5.09.2006

Let's Wiki the Workshop!

Hey gang. I've been using Wikipedia a lot lately, and if you haven't been paying attention, it's no longer a nerdy, crappy, dubious affair. It has now become sophisticated enough, big enough, and old enough to be a seriously interesting and valuable knowledge-acquisition tool, and I don't think it's hyperbole to say it may end up becoming one of the great info-dissemination landmarks in human history.

It will soon replace Google as a quick way to find mini-research facts ("What year was the lightbulb invented?"), but more than that, it's going to eventually be an indispensible tool in any and every kind of research -- far more than print encyclopedias ever were. If you hang out with it for a few days (as a lot of you probably already have), I think you'll get a sense of that.

Anyway, I was thinking it'd be a fun project if we put our collective megalith brain power, writing skills, and tendentious tendencies to work and cooperate on getting the Iowa Writers' Workshop article in better shape. As it is now, there's a short intro followed by an interminable list of former faculty and "notable graduates". I think that stuff is relevant, but there's a lot that's more relevant and interesting, and much of it is known by us.

I realize there might be some tinge of arrogance or partisanship if we IWW grads write 'the book' on the Workshop ourselves, but it really doesn't matter. What matters as far as Wikipedia is concerned is that we get as much of the relevant, neutral facts and history on there as we can, and people can argue late about what parts are hometown dogma. In one sense, we're experts on the subject -- and together I think we could put together a pretty fine article for cyber-posterity.

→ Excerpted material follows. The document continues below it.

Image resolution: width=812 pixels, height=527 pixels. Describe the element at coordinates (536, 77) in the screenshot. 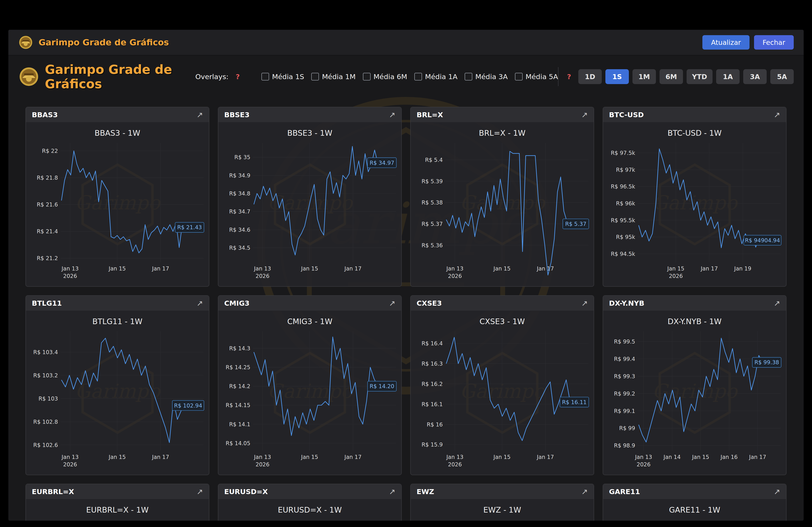

I see `overlay-checkbox: Média 5A` at that location.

The side bonus is that people who don't have much exposure to Wikipedia can get familiar with it. As I alluded to earlier, it's not going to be a nerdy subculture much longer. It's going to be a fundamental life resource. ISYN. So gettin' hip to it can't hurt.

Brief primer for you ignints: 'wiki' was conceived as a technology in the spirit of Open Source, and allowed communities to freely collaborate on the creation and editing of web pages. Early wiki stuff was cool because you could live-edit some web page somewhere without messing around with its HTML. Groups used it to brainstorm, to plan projects, to keep lists, etc. You just pressed the EDIT button on the page and typed stuff into an interface not unlike the one this blog uses.

Wikipedia is the same way. Anyone can edit ANY page on the site at ANY time, even anonymous users, and even the most frequently viewed and important pages. There is a very smart system that keeps track of every edit the page gets, so that, for instance, if a vandal deleted the entirety of the U.S. History article, the next person could just revert it to the previous version. You can see the entire history of edits of a given page at any time, scrolling through it one-by-one if you want to. Each edit shows who made it, too, unless it was anonymous, in which case the editor's IP address is shown.

Each article (and there are 1.1 million of them and counting) also has a 'Talk' page, where users can discuss and/or debate and/or argue about which edits are good and which suck. This democratic and egalitarian approach turns out to result in some very high-quality articles, and for that reason is pretty amazing considering the whole thing runs on donated time.

Anyway, there's a lot more to it than that. If you want a real intro, go here.

Cool, lemme know whatchall think.

5 comments:

chad said...
This comment has been removed by a blog administrator.
chad said...

It's a great idea. I've been doing some freelance work that had me doing research on everything from Navajo code talkers to abolitionist schools. It is to the point where typing "Navajo" into Google basically gets you a bunch of links for headdress refrigerator magnets. The company I worked for wasn't all that keen on me using that as a resource, but I think that will change. In any case it was an excellent guide to facts that could be checked elsewhere. This is interesting too.

http://news.com.com/Study+Wikipedia+as+accurate+as+Britannica/2100-1038_3-5997332.html

Sorry, hyperlinking is beyond my powers. In terms of errors, they are right there.

PJKM said...

Plunge - you are so perky: who can say no to you?

the plunge said...

Perky? That's hideously emasculating. What am I, Katie Couric?

Michael Andersen said...

FWIW, I just created an entry for Prairie Lights. It's right on the edge of Wikipedia-worthiness, I think, but folks who know it better might be able to add more noteworthy stuff.

Alternatively, attending Grinnell might have just given me a bizarrely inflated idea of the store's importance. Ignore it, and the article will likely go away.